"He only shuts his mouth long enough to change feet."
It looks like this:
We spend all our time on execution. Use this word instead of that one. This web host. That color. This material or that frequency of mailing.
Big news: No one ever succeeded because of execution tactics learned from a Dummies book.
Tactics tell you what to execute. They're important, but dwarfed by strategy. Strategy determines which tactics might work.
But what's the point of a strategy if your goals aren't clear, or contradict?
Which leads the first two, the two we almost never hear about.
Approach determines how you look at the project (or your career). Do you read a lot of books? Ask a lot of questions? Use science and testing or go with your hunches? Are you imperious? A lifehacker? When was the last time you admitted an error and made a dramatic course correction? Most everyone has a style, and if you pick the wrong one, then all the strategy, tactics and execution in the world won't work nearly as well.
As far as I'm concerned, the most important of all, the top of the hierarchy is attitude. Why are you doing this at all? What's your bias in dealing with people and problems?
Some more questions:
Sure, you can start at the bottom by focusing on execution and credentials. Reading a typical blog (or going to a typical school for 16 years), it seems like that's what you're supposed to do. What a waste.
Isn't it odd that these six questions are so important and yet we almost never talk or write about them?
If the top of the hierarchy is messed up, no amount of brilliant tactics or execution is going to help you at all
All the evidence I've seen shows that positive thinking and confidence improves performance. In anything.
Give someone an easy math problem, watch them get it right and then they'll do better on the ensuing standardized test than someone who just failed a difficult practice test.
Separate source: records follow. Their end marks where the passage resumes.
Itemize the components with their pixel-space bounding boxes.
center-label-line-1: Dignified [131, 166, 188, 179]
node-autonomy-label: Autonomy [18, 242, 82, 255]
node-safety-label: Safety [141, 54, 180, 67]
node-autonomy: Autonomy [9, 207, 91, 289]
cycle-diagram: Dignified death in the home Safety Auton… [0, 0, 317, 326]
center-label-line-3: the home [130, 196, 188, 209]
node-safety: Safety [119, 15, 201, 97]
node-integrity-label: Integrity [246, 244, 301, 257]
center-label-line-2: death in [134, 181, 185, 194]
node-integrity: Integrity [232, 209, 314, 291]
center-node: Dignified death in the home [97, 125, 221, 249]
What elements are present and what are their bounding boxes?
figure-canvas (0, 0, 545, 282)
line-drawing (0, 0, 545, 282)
No, positive thinking doesn't allow you to do anything, but it's been shown over and over again that it improves performance over negative thinking.
Key question then: why do smart people engage in negative thinking? Are they actually stupid?
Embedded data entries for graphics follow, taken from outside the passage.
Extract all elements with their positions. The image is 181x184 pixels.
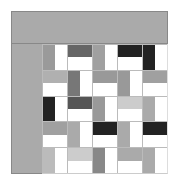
tile-fill bbox=[93, 45, 105, 70]
grid-cell[interactable] bbox=[67, 96, 92, 122]
tile-fill bbox=[143, 148, 155, 173]
tile-fill bbox=[43, 97, 55, 122]
top-frame-band bbox=[11, 11, 168, 44]
grid-cell[interactable] bbox=[92, 121, 117, 147]
tile-fill bbox=[118, 71, 130, 96]
grid-cell[interactable] bbox=[67, 121, 92, 147]
grid-cell[interactable] bbox=[42, 121, 67, 147]
grid-cell[interactable] bbox=[142, 147, 167, 173]
grid-cell[interactable] bbox=[117, 121, 142, 147]
tile-fill bbox=[43, 71, 67, 83]
tile-fill bbox=[93, 97, 105, 122]
grid-cell[interactable] bbox=[92, 70, 117, 96]
tile-fill bbox=[68, 122, 80, 147]
tile-fill bbox=[143, 71, 167, 83]
tile-fill bbox=[68, 71, 80, 96]
tile-fill bbox=[93, 71, 117, 83]
tile-fill bbox=[143, 45, 155, 70]
tile-fill bbox=[43, 122, 67, 134]
tile-fill bbox=[93, 148, 105, 173]
grid-cell[interactable] bbox=[67, 44, 92, 70]
grid-cell[interactable] bbox=[142, 121, 167, 147]
tile-fill bbox=[68, 97, 92, 109]
tile-fill bbox=[143, 122, 167, 134]
grid-cell[interactable] bbox=[42, 70, 67, 96]
grid-cell[interactable] bbox=[67, 70, 92, 96]
tile-fill bbox=[143, 97, 155, 122]
tile-fill bbox=[118, 97, 142, 109]
tile-fill bbox=[118, 45, 142, 57]
grid-cell[interactable] bbox=[42, 147, 67, 173]
grid-cell[interactable] bbox=[142, 70, 167, 96]
tile-fill bbox=[43, 148, 55, 173]
grid-cell[interactable] bbox=[117, 147, 142, 173]
tile-fill bbox=[93, 122, 117, 134]
grid-cell[interactable] bbox=[42, 96, 67, 122]
tile-fill bbox=[68, 148, 92, 160]
grid-cell[interactable] bbox=[92, 96, 117, 122]
grid-cell[interactable] bbox=[117, 96, 142, 122]
tile-fill bbox=[118, 148, 142, 160]
tile-fill bbox=[43, 45, 55, 70]
tile-fill bbox=[68, 45, 92, 57]
grid-cell[interactable] bbox=[92, 147, 117, 173]
tile-fill bbox=[118, 122, 130, 147]
grid-cell[interactable] bbox=[142, 44, 167, 70]
grid-cell[interactable] bbox=[42, 44, 67, 70]
grid-cell[interactable] bbox=[117, 70, 142, 96]
left-frame-band bbox=[11, 43, 43, 174]
grid-cell[interactable] bbox=[117, 44, 142, 70]
tile-grid bbox=[42, 44, 168, 174]
grid-cell[interactable] bbox=[142, 96, 167, 122]
grid-cell[interactable] bbox=[67, 147, 92, 173]
grid-cell[interactable] bbox=[92, 44, 117, 70]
The reason, I think, is that negative thinking feels good. In its own way, we believe that negative thinking works. Negative thinking feels realistic, or soothes our pain, or eases our embarrassment. Negative thinking protects us and lowers expectations.
In many ways, negative thinking is a lot more fun than positive thinking. So we do it.
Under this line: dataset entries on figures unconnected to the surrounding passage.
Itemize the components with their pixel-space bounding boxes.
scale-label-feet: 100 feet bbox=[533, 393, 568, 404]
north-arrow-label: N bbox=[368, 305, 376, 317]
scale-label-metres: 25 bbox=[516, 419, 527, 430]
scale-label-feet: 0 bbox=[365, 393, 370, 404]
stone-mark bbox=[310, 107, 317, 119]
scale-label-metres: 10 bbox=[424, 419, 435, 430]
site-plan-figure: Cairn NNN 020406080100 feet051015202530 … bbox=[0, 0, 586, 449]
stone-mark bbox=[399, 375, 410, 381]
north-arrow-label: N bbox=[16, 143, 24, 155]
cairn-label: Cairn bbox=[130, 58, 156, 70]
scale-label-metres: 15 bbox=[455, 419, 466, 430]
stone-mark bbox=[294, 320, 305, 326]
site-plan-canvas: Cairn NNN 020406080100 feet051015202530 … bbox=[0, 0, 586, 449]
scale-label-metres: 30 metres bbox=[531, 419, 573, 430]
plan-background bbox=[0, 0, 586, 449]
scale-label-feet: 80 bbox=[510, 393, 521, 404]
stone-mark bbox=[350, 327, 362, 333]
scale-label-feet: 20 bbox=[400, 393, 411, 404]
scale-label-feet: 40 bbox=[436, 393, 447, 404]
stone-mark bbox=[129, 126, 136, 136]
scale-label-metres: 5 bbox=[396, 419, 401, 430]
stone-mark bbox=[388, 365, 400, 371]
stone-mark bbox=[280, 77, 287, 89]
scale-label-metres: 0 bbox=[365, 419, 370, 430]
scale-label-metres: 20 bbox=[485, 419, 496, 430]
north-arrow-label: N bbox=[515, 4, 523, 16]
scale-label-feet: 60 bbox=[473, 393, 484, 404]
If positive thinking was easy, we'd do it all the time. Compounding this difficulty is our belief that the easy thing (negative thinking) is actually appropriate, it actually works for us. The data is irrelevant. We're the exception, so we say.
Positive thinking is hard. Worth it, though.
The problem with customer service is not a new one. It's about balancing between serving a lot of people a little, or dropping everything to serve a few people a lot.
Getting a lot of benefit for a lot of people for not so much money isn't particularly difficult. In the chart on the left, for example, (a) represents the cost of good signage at the airport, or clearly written directions on the prescription bottle or a bit of training for your staff. It pays off. Pay a little bit and you help a lot of people to avoid hassles. The utility per person isn't huge, but you can help a lot of people at once.
(b) is the higher cost of a bit of direct intervention. This is the cost of a call center or a toll free number or an information desk. You're paying more, you're helping fewer people, but you're helping them a lot.
(c) is where it gets nuts. (c) is where we are expected to spare no expense, where the CEO has to get involved because it's a journalist who's upset, or where we're busy airlifting a new unit out to a super angry customer. The cost is very high, the systems fall apart and only one person benefits.
Of course, if you're that one person, you think it's not only fair, but appropriate and right.
This "spare no expense" mantra is extremely difficult to avoid, because in any given situation, when the resources are available, your inclination is to say, "make the problem go away, spend the money!"
It's certainly possible to build a brand without going to (c) (witness the way Google almost never gets embroiled in special cases or even answers the phone--I know that they're certainly not eager to fix my imap problems), but once you've trained your customers that (c) is an option, it's awfully hard to scale back.
The reason we get trapped by (c) is that, "I'm doing the best I can" is always much easier than, "we need to be disciplined and help more people, even if that means that some special cases will fall through the cracks. The internet makes this even more difficult because people who fall through the cracks are able to amplify their complaints ever louder.
The way around it, I think, is to set expectations early and often. If you're going to give me your phone number, you better answer it. If you're going to offer a warranty, you better honor it. If you position yourself as a company with real people eager to make every single person happy--you better deliver.
No matter what, you should decide. In advance. How much do you want to spend on ad hoc emergencies, how much do you want to reserve on design and helping the masses improve their experience?
When you're getting coffee from a store:
These rules will reduce dribble / splash / spill potential by greater than 70%; saving dry cleaning bills, stress, stupid stains that you wear all day and more.
I know what you're thinking - "No say". I respond with, "Say".